Whose failure is it that our government’s farm bill subsidizes exactly the crops that go into the worst foods?  Corn and soy are converted into animal flesh and most of the unidentifiable chemicals that populate processed food ingredient lists.  The resulting artificial cheapness of  these foods explains why they are so profitable, so heavily advertised, and so prevalent.  How many times have you wondered why vegetables are so expensive?  It’s the other way around – American spend less per capita on food than any other nation.  Vegetables, even organic ones, probably are a truer reflection of the actual cost of food, and they don’t seem expensive until you compare them with our dirt-cheap processed food and 99 cent menu items.  Our laws encourage consumption of food that will make people sick.  The Physician’s Committee for Responsible Medicine makes the connection between this issue and our hair-tearing about the high costs of medical care:

“Even if the steak and cheese produced on American farms foster health problems, our government rallies behind agribusiness all the way to the emergency room.  Sadly, every administration in recent decades has been caught up in a system that not only tolerates ill health, but encourages it.” – Barnard

"A good source of 7 vitamins and minerals"

Food manufacturers have most of us outsmarted.  They deliberately tweak their marketing and the product itself to trick us into eating more than we think we are.  They sneak in unhealthy fat and sugar, they cause us to increase our portion sizes by making the product more nonuniform (studies show people will eat more of a snack mix than a homogeneous snack such as plain pretzels), they put health claims on packages that are usually inversely related to the healthfulness of the product within (compare health claims on packages of Cocoa Puffs “now with Whole Grains” to a package of carrots), they trumpet the vitamins they added to Pop-Tarts, for Pete’s sake.  Vitamin deficiencies are not really a problem for most Americans – Pop-Tarts are the problem!  Restaurants know that we think a good deal is more food for the same price, and so we come back to establishments that load up our plates, so now they all do, and it is now very difficult to have restraint when we eat out – our whole sense of how much is reasonable to eat has been sideswiped.  Industries study us and tweak their approach to push our buttons.  We don’t stand a chance.

Diets don’t work.  How many obese people do you know who followed a diet, took off weight, and kept it off for five years?  When diet promoters give statistics of success for their products, they tout how fast the weight comes off and usually use a six-month standard, but that isn’t good enough.  Here is a study that followed several diet and exercise combinations for two years, and at the end of that period there was little net weight loss and two of the three groups ended up heavier.  The best-rated diet, Weight Watchers, repeatedly says you will keep weight off “if you stick to it.”  That’s the whole point.  People with with a chronic addiction to unhealthy foods, immersed in a toxic environment of cheap, tasty, ubiquitous, artificial foodlike substances, are unlikely to be able to resist for long.

Click to zoom in on this amazing picture.

Look at the food in the grocery store.  If you did an item-by-item analysis, I think you would find that the vast majority of it is crud that no one should be eating.  What are the percentages of white pasta to whole wheat?  How about for bread products?  What is the proportion of truly healthful cereals to the rest?  How many of those peanut butters and jellies are the best they could be?  How many aisles are dedicated to snacks and sodas?
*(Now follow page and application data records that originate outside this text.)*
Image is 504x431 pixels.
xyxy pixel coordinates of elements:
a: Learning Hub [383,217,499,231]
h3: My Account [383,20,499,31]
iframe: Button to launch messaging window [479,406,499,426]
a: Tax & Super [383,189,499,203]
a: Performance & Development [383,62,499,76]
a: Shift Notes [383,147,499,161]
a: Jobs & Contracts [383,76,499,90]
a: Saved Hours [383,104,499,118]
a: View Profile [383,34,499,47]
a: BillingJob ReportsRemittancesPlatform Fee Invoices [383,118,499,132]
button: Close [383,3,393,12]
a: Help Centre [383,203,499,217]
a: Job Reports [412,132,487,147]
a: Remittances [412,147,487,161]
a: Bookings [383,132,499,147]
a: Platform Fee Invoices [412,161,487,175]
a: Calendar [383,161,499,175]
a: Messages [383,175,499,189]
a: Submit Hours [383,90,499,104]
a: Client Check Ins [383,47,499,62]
Compare the number of bags of white flour to whole wheat.  White rice to brown.  Juices with sugar to juices without.  There’s a little tiny shelf dedicated to dry beans, and an entire aisle of freezers dedicated to processed meals, fried whatever, and desserts.  Half an aisle honors ice cream.  There is more space dedicated to candy than to canned vegetables.  Remember the food pyramid?  How is all that candy going to cram into that teeny tiny little triangle at the top??

I was talking about this toxic environment with my Dad and he said he wondered why he overate the stuff he bought, and then started wondering why he bought what he did at all, and the answer was, it was there.  He would wander down an aisle and, oh, that looks good, and here it is in the store, people must eat this, so why shouldn’t I?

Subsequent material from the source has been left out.